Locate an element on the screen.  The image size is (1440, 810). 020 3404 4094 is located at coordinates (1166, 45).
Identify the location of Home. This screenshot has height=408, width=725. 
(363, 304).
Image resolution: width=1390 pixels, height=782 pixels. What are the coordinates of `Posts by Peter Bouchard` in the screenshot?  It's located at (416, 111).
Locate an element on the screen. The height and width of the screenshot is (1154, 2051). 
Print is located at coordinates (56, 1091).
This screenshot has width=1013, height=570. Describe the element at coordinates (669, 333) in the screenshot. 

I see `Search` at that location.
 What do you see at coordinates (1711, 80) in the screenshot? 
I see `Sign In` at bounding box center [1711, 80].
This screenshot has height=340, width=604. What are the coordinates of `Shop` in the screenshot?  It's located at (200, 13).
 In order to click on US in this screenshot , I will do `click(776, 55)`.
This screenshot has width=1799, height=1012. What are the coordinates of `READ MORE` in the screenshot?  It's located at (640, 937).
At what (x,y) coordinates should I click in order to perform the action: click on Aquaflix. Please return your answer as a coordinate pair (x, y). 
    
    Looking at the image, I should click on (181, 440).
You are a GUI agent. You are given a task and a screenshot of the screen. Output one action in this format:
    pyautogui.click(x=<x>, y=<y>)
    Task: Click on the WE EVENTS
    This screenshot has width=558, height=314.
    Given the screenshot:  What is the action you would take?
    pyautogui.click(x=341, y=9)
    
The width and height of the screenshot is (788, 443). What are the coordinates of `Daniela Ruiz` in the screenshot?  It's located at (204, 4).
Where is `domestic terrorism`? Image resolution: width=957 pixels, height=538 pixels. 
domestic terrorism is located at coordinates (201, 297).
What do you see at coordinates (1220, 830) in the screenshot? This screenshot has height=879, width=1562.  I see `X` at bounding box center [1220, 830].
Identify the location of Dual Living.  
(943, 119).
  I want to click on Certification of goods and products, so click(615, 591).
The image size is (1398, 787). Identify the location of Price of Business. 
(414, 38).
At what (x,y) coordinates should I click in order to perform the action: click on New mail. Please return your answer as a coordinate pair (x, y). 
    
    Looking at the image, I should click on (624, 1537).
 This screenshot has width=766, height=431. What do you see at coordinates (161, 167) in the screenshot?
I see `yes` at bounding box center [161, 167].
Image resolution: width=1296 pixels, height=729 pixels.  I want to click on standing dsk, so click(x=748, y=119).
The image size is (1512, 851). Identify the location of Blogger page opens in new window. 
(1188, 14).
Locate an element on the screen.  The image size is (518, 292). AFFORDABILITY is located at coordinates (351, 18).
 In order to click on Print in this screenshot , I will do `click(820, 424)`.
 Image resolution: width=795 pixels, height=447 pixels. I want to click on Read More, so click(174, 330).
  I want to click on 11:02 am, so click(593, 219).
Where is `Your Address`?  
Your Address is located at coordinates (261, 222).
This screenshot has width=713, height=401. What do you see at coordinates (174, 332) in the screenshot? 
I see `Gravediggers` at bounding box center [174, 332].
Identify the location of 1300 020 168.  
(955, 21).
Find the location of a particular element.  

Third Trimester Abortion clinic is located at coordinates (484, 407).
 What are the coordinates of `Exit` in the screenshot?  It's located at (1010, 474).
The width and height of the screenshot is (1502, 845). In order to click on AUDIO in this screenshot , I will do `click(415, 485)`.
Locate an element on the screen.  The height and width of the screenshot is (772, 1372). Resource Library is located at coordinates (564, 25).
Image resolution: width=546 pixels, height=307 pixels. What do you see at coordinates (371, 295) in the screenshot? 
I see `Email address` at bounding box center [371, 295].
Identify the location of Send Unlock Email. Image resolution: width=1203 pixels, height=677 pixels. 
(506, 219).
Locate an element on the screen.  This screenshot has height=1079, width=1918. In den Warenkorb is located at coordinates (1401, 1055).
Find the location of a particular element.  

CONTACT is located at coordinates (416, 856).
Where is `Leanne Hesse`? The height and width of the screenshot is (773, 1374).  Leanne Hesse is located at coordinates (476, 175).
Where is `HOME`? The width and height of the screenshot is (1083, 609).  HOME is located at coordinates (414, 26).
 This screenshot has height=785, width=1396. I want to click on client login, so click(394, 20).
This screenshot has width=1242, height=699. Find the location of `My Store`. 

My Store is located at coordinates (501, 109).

====

Out of the data above, set down the lines from the one with "This screenshot has height=340, width=604." to the one with "What do you see at coordinates (1220, 830)", both included, exactly as written and with no additions.

▶ **Expected output**:
This screenshot has height=340, width=604. What are the coordinates of `Shop` in the screenshot?  It's located at (200, 13).
 In order to click on US in this screenshot , I will do `click(776, 55)`.
This screenshot has width=1799, height=1012. What are the coordinates of `READ MORE` in the screenshot?  It's located at (640, 937).
At what (x,y) coordinates should I click in order to perform the action: click on Aquaflix. Please return your answer as a coordinate pair (x, y). 
    
    Looking at the image, I should click on (181, 440).
You are a GUI agent. You are given a task and a screenshot of the screen. Output one action in this format:
    pyautogui.click(x=<x>, y=<y>)
    Task: Click on the WE EVENTS
    This screenshot has width=558, height=314.
    Given the screenshot:  What is the action you would take?
    pyautogui.click(x=341, y=9)
    
The width and height of the screenshot is (788, 443). What are the coordinates of `Daniela Ruiz` in the screenshot?  It's located at (204, 4).
Where is `domestic terrorism`? Image resolution: width=957 pixels, height=538 pixels. 
domestic terrorism is located at coordinates (201, 297).
What do you see at coordinates (1220, 830) in the screenshot? This screenshot has height=879, width=1562.  I see `X` at bounding box center [1220, 830].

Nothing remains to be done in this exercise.